Thinking about it now, won’t configuring Kubernetes be a good fit for Visual Programming? Definitely sounds better in my head that yaml. Does this already exist? Is there a complication I’m missing?
I'm curious to hear more about Pulumi. I had a similar question after looking at Hashicorp's Terraform CDK over the weekend: what's the point? It has to emit a static configuration. JSON basically. What does having a general-purpose PL buy you if you can't add a loop or conditional to the output? Pulumi seems the same, going by tutorials like https://www.pulumi.com/docs/tutorials/aws/ec2-webserver. Can someone point me at a more complex scenario that it can handle?
I'd like to create a host, then monitor its health for 60 seconds before creating a second identical host. Does Pulumi or any other infrastructure-as-code allow me to do that? If I'm reading it right, the declarative-code article above has the same issues with Pulumi.
I don't know exactly how Pulimi works, but I have some experience with Terraform (I use it on my last project as a corporate employee).

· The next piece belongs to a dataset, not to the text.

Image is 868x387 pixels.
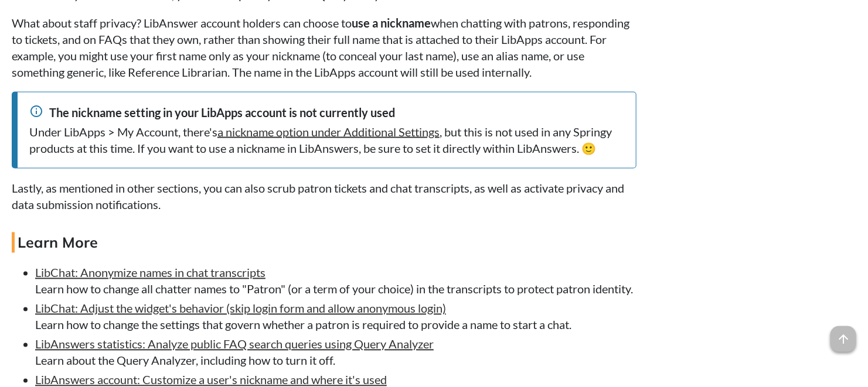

The point is that generally you define a desired state and ask Terraform to do all it can to create/modify the corresponding infrastructure. And for that it analyzes your code, checks that everything is OK and proposes you a "plan" which describes what Terraform will actually do: create new resource, deleting some others or just modifying some. Terraform then asks you if you want to proceed and then actually do the job. Of course, you can tell to Terraform to apply changes automatically without asking, if you are very confident about you code or don't care to break things, but generally this is desired thing to be asked because of the tricky nature of infrastructure management.
So I guess the scenario "create something, wait a bit, create something else" is not very common and is actually "not in the spirit". But if this use case is really needed, if I recall well there are some trick to allow doing this kind of pause. In the definition of the first resource you add a script that sleep 60 seconds, maybe with some monitoring, and make the second resource depends on this resource, which will make Terraform wait the end of the script before creating the second resource. The paradigm is to define resources and dependencies.
For loops, there is something that allows you to create a set of ressources with a single definition. I used it to generate thousands of VM. In fact you have a series of tools for "loop/conditionals" at the language level, but always in a spirit of "templating".
But after a bit of practicing, I felt sometime that I would have prefer to code things with a general purpose language. For things like getting env vars, managing some files, etc. I guess it is what Pulumi is about, and I am very curious about it.
Pulumi is very much like Terraform, it actually uses the Terraform providers behind the scenes (Pulumi does not generate files, as AWS CDK does). The only major difference is that you declare that desired state using an API of a general purpose language. But otherwise, Pulumi does exactly what @nicolas decoster said Terraform does — keeping that desired state, creating a plan, previewing it, applying it, etc.
Regarding Kartik Agaram's problem, I think the solution in Pulumi would be similar to the one in Terrraform. Define a custom resource that does nothing than just block execution for an amount of time and then to the health check, then use this resource as a dependency of the second host you want to create.
Going back to the original question of whether it would make sense to have a visual editor for k8s config files, I don't think it would help that much. The problem with YAML is not that it's YAML, it's that it offers no means composition and abstraction. With only a visual editor that all it does is to offer affordances for YAML concepts, things will be the same. But, if that visual editors starts adding some PL concepts, such as variables and functions, then it can be useful, but at this point I think it's no longer about YAML or k8s, it's just about structural editors in general.